Magnus Jändel is a Visiting Scientist in the field of Artificial Intelligence at Stockholm University for one year starting March 25, 2008. The research is funded by a grant from The Swedish Foundation for Strategic Research. Jändel is employed by The Swedish Defence Research Agency . The title of the research project is Distributed Intelligent Mobile Applications.
I have submitted five scientific papers for publication. Three of these have presently been accepted for publication while the others are under review. I run a project for building a peer-to-peer recommender system in collaboration with two master thesis students and Ericsson Research. Results were demonstrated in an Ericsson workshop 08 12 15 and have also been presented at the International Conference on Intelligent User Interfaces 8-11 February 2009, Sanibel Island, USA. I am the coordinator of a European 7:th framework proposal on recommender systems including partners in Austria, Italy and Spain. Recently I was invited to join the Program Committee of the 3rd ACM Conference on Recommender Systems in New York. I am also a partner in another European research proposal.
Online communities and multiplayer games are examples of applications where mobile users are represented by avatars. Avatars are agents that represent the user in the community. The avatar reflects the actions of the user but also the social position, attitudes, emotions and personality of the user. The small screen size of mobile devices, communication flaws and the erratic attention of the users make it difficult to apply traditional avatar concepts. Mobile users and mobile applications developers need a semi-autonomous multimodal avatar model that works in the mobile space. The presentation interface should span all available modalities including audio and sensory feedback. The avatar must be powered by local artificial intelligence.
The main objectives of the project are:
The first part of the project will focus on the user interface of distributed intelligent agents in mobile applications and services. A wide range of user-centric application concepts will be investigated. The second part of the project will research a technical architecture and AI models for implementing a mobile service concept including distributed intelligent agents. The third part of the project demonstrates the user interfaces and technical architecture by implementing a simple version of the solution. The focus is on the user experience and on showing technical feasibility.
The Mobile Life Centre does research in mobile services and ubiquitous computing. The topic of the Centre includes research on consumer-oriented mobile and ubiquitous services spanning all areas from entertainment and socialization to work and society. It has major partners from the IT and telecom industry, including Ericsson Research, TeliaSonera, Sony Ericsson and Microsoft Research Ltd.
In the Centre, this academic, industrial and public partnership will be able to jointly work on strategically important projects that can provide a sustainable growth for Sweden. The centre is funded by VINNOVA on a 10 year grant, 2007 - 2016. The Centre adopts a fundamentally user-oriented perspective on services for the future mobile life. It provides a neutral arena where researchers and industrial partners together develop:
Associate Professor Annika Waern is a senior researcher in the Interaction Laboratory at SICS. Annika heads the SICS research theme on gaming and has until recently coordinated the IPerG project. In addition, Annika is the head of the GAME studio at the Interactive Institute/Mobile Life.
Professor Hans Liljenström leads research in biomathematical and biophysical modelling at the Swedish University of Agricultural Sciences. Collaboration with Prof. Liljenström connects the project to a wealth of information on how similar problems have been solved in naturally evolved systems and in the major branch of artificial intelligence that is inspired by biological models.
Professor Rassul Ayani at The School of Information and Communication Technologies (ICT) at the Royal Institute of Technology provide expertise on distributed simulation technologies. The optimistic distributed simulation scheme that has been researched by Prof. Ayani could be a basis for the distributed AI solution of the project.
Professor Love Ekenberg and his team at the department of Computer and Systems Sciences at the Royal Institute of Technology have a long experience in artificial intelligence for games and will connect the project to research in this field.
The Swedish Foundation for Strategic Research promotes research of significance for Sweden’s future competitiveness. The Strategic Mobility Program aims at cross-fertilisation between academic environments and corporate R&D.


_INSTRUCTIONS TO FOLLOW:_ Omit the pictures from the entries below and retype everything else exactly.

_RECORDS TO PROCESS:_

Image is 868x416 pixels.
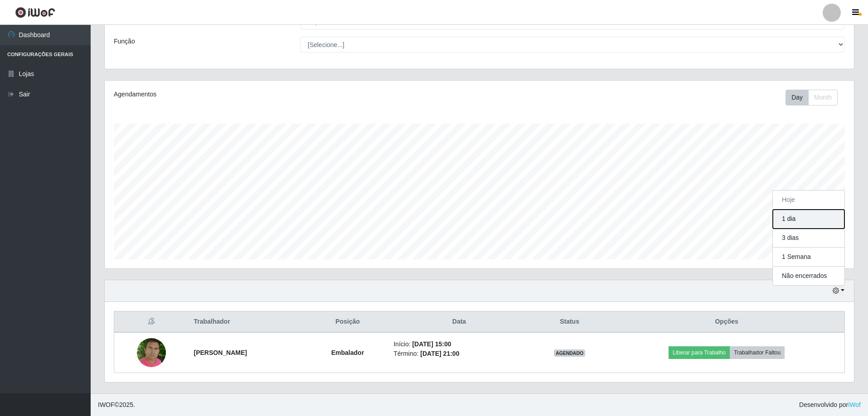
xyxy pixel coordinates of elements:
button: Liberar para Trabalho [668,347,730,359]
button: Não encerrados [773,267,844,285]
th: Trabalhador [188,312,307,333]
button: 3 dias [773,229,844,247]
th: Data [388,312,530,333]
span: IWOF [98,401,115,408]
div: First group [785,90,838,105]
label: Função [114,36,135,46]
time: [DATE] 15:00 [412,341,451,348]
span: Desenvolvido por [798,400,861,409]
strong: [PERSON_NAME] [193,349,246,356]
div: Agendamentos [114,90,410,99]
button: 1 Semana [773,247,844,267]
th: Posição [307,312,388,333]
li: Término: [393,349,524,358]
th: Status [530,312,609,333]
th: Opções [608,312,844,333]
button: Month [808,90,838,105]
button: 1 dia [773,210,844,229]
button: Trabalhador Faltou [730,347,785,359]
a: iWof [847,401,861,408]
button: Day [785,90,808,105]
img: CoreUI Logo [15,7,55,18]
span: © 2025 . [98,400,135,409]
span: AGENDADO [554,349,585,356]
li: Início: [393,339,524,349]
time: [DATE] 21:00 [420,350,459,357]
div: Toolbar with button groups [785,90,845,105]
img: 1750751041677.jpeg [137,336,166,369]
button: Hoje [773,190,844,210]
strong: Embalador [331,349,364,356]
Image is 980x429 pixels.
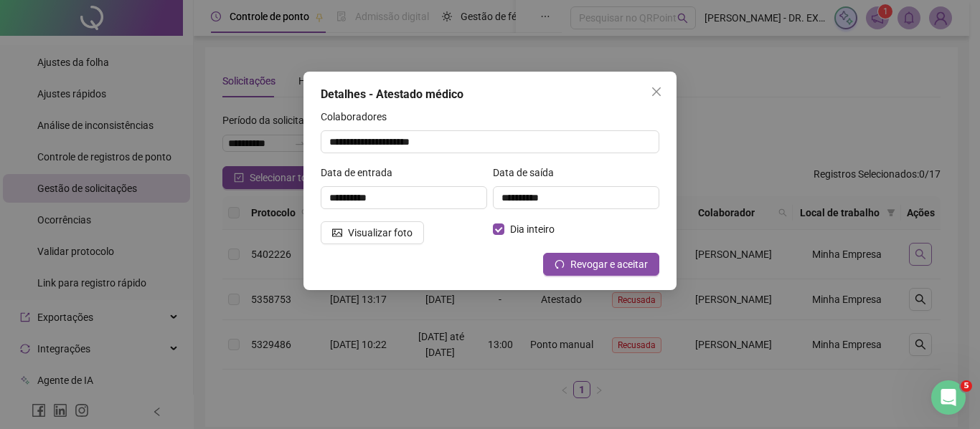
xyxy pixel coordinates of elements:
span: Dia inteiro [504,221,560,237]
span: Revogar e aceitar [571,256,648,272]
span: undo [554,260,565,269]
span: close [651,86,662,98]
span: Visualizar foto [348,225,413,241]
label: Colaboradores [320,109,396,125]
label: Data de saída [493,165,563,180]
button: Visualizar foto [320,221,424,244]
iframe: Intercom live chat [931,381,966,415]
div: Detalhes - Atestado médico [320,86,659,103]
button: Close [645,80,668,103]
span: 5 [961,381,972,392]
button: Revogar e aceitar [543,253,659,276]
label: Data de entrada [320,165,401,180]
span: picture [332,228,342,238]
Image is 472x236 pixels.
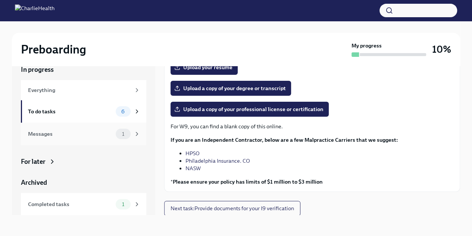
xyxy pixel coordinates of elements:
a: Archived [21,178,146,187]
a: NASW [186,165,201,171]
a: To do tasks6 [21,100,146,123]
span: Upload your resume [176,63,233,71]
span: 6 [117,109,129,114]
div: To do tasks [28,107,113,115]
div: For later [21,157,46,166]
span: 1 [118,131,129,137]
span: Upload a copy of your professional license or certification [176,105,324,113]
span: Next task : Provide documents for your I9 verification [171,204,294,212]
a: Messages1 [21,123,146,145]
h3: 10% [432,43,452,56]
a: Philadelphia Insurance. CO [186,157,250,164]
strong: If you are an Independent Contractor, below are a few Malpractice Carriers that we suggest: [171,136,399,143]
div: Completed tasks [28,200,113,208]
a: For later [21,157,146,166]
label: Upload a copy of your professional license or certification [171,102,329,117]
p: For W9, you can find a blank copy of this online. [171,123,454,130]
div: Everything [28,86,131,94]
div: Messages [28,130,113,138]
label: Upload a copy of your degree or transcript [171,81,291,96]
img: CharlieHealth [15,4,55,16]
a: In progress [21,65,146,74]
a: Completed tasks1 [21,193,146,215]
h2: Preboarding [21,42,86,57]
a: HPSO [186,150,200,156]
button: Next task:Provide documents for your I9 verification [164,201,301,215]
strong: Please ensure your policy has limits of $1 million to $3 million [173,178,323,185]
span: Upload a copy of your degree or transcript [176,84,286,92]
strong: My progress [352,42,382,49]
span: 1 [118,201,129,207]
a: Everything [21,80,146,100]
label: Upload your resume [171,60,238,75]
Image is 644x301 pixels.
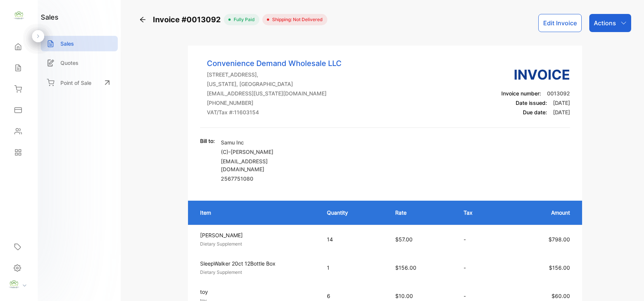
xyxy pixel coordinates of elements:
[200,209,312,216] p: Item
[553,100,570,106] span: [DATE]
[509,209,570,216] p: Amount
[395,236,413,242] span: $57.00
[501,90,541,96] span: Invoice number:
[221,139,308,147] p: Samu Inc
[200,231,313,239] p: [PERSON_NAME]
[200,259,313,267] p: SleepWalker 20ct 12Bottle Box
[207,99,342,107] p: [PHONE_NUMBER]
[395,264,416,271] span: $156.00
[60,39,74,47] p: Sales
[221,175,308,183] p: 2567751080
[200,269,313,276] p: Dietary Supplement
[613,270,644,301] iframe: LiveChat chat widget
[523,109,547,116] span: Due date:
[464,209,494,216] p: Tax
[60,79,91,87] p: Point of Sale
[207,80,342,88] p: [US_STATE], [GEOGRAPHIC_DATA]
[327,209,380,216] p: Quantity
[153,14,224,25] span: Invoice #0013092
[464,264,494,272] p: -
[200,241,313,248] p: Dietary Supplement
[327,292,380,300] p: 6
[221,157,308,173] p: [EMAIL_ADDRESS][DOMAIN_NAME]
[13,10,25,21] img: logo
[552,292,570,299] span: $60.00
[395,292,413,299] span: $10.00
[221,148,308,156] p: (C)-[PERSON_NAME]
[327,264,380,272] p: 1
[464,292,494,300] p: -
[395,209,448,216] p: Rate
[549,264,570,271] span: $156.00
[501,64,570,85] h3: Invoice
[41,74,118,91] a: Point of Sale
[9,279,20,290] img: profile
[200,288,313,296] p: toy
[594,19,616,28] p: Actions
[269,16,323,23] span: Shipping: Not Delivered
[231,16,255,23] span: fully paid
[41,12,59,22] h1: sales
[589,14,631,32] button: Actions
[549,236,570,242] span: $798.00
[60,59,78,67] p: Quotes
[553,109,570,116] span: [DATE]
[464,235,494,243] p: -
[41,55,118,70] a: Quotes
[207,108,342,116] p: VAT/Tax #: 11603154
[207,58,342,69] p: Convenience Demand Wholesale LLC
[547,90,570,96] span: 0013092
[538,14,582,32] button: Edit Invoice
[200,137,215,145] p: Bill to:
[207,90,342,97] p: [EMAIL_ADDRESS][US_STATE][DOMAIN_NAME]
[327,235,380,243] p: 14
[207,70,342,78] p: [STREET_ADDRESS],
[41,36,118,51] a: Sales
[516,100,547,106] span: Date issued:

_WRITTEN ANSWER:_
Image is 868x416 pixels.
xyxy pixel coordinates of elements:
button: Liberar para Trabalho [668,347,730,359]
button: Não encerrados [773,267,844,285]
th: Trabalhador [188,312,307,333]
button: 3 dias [773,229,844,247]
th: Data [388,312,530,333]
span: IWOF [98,401,115,408]
div: First group [785,90,838,105]
label: Função [114,36,135,46]
time: [DATE] 15:00 [412,341,451,348]
span: Desenvolvido por [798,400,861,409]
strong: [PERSON_NAME] [193,349,246,356]
div: Agendamentos [114,90,410,99]
button: 1 Semana [773,247,844,267]
th: Posição [307,312,388,333]
li: Término: [393,349,524,358]
th: Status [530,312,609,333]
th: Opções [608,312,844,333]
button: Month [808,90,838,105]
button: 1 dia [773,210,844,229]
button: Trabalhador Faltou [730,347,785,359]
a: iWof [847,401,861,408]
button: Day [785,90,808,105]
img: CoreUI Logo [15,7,55,18]
span: © 2025 . [98,400,135,409]
span: AGENDADO [554,349,585,356]
li: Início: [393,339,524,349]
time: [DATE] 21:00 [420,350,459,357]
div: Toolbar with button groups [785,90,845,105]
img: 1750751041677.jpeg [137,336,166,369]
button: Hoje [773,190,844,210]
strong: Embalador [331,349,364,356]
Image is 980x429 pixels.
xyxy pixel coordinates of elements:
span: Dia inteiro [504,221,560,237]
span: Revogar e aceitar [571,256,648,272]
span: undo [554,260,565,269]
span: close [651,86,662,98]
span: Visualizar foto [348,225,413,241]
label: Colaboradores [320,109,396,125]
label: Data de saída [493,165,563,180]
button: Visualizar foto [320,221,424,244]
iframe: Intercom live chat [931,381,966,415]
div: Detalhes - Atestado médico [320,86,659,103]
button: Close [645,80,668,103]
span: 5 [961,381,972,392]
button: Revogar e aceitar [543,253,659,276]
label: Data de entrada [320,165,401,180]
span: picture [332,228,342,238]
Image is 472x236 pixels.
xyxy pixel coordinates of elements:
a: Archived [21,178,146,187]
a: NASW [186,165,201,171]
a: To do tasks6 [21,100,146,123]
span: Upload your resume [176,63,233,71]
span: 6 [117,109,129,114]
div: To do tasks [28,107,113,115]
div: For later [21,157,46,166]
span: 1 [118,131,129,137]
span: Upload a copy of your professional license or certification [176,105,324,113]
span: Next task : Provide documents for your I9 verification [171,204,294,212]
a: Messages1 [21,123,146,145]
h3: 10% [432,43,452,56]
a: Philadelphia Insurance. CO [186,157,250,164]
strong: If you are an Independent Contractor, below are a few Malpractice Carriers that we suggest: [171,136,399,143]
div: Completed tasks [28,200,113,208]
a: For later [21,157,146,166]
label: Upload a copy of your professional license or certification [171,102,329,117]
p: For W9, you can find a blank copy of this online. [171,123,454,130]
div: Everything [28,86,131,94]
div: Messages [28,130,113,138]
label: Upload a copy of your degree or transcript [171,81,291,96]
img: CharlieHealth [15,4,55,16]
a: In progress [21,65,146,74]
a: Completed tasks1 [21,193,146,215]
h2: Preboarding [21,42,86,57]
a: HPSO [186,150,200,156]
button: Next task:Provide documents for your I9 verification [164,201,301,215]
strong: Please ensure your policy has limits of $1 million to $3 million [173,178,323,185]
span: Upload a copy of your degree or transcript [176,84,286,92]
strong: My progress [352,42,382,49]
span: 1 [118,201,129,207]
a: Everything [21,80,146,100]
label: Upload your resume [171,60,238,75]
Image is 644x301 pixels.
xyxy pixel coordinates of elements:
[200,209,312,216] p: Item
[553,100,570,106] span: [DATE]
[509,209,570,216] p: Amount
[395,236,413,242] span: $57.00
[501,90,541,96] span: Invoice number:
[221,139,308,147] p: Samu Inc
[200,231,313,239] p: [PERSON_NAME]
[200,259,313,267] p: SleepWalker 20ct 12Bottle Box
[207,99,342,107] p: [PHONE_NUMBER]
[395,264,416,271] span: $156.00
[60,39,74,47] p: Sales
[221,175,308,183] p: 2567751080
[200,269,313,276] p: Dietary Supplement
[613,270,644,301] iframe: LiveChat chat widget
[523,109,547,116] span: Due date:
[464,209,494,216] p: Tax
[60,79,91,87] p: Point of Sale
[207,80,342,88] p: [US_STATE], [GEOGRAPHIC_DATA]
[327,209,380,216] p: Quantity
[153,14,224,25] span: Invoice #0013092
[464,264,494,272] p: -
[200,241,313,248] p: Dietary Supplement
[327,292,380,300] p: 6
[221,157,308,173] p: [EMAIL_ADDRESS][DOMAIN_NAME]
[13,10,25,21] img: logo
[552,292,570,299] span: $60.00
[395,292,413,299] span: $10.00
[221,148,308,156] p: (C)-[PERSON_NAME]
[327,264,380,272] p: 1
[464,292,494,300] p: -
[395,209,448,216] p: Rate
[549,264,570,271] span: $156.00
[501,64,570,85] h3: Invoice
[41,74,118,91] a: Point of Sale
[9,279,20,290] img: profile
[200,288,313,296] p: toy
[594,19,616,28] p: Actions
[269,16,323,23] span: Shipping: Not Delivered
[231,16,255,23] span: fully paid
[41,12,59,22] h1: sales
[589,14,631,32] button: Actions
[549,236,570,242] span: $798.00
[60,59,78,67] p: Quotes
[553,109,570,116] span: [DATE]
[464,235,494,243] p: -
[41,55,118,70] a: Quotes
[207,108,342,116] p: VAT/Tax #: 11603154
[207,58,342,69] p: Convenience Demand Wholesale LLC
[547,90,570,96] span: 0013092
[538,14,582,32] button: Edit Invoice
[200,137,215,145] p: Bill to:
[207,90,342,97] p: [EMAIL_ADDRESS][US_STATE][DOMAIN_NAME]
[327,235,380,243] p: 14
[207,70,342,78] p: [STREET_ADDRESS],
[41,36,118,51] a: Sales
[516,100,547,106] span: Date issued:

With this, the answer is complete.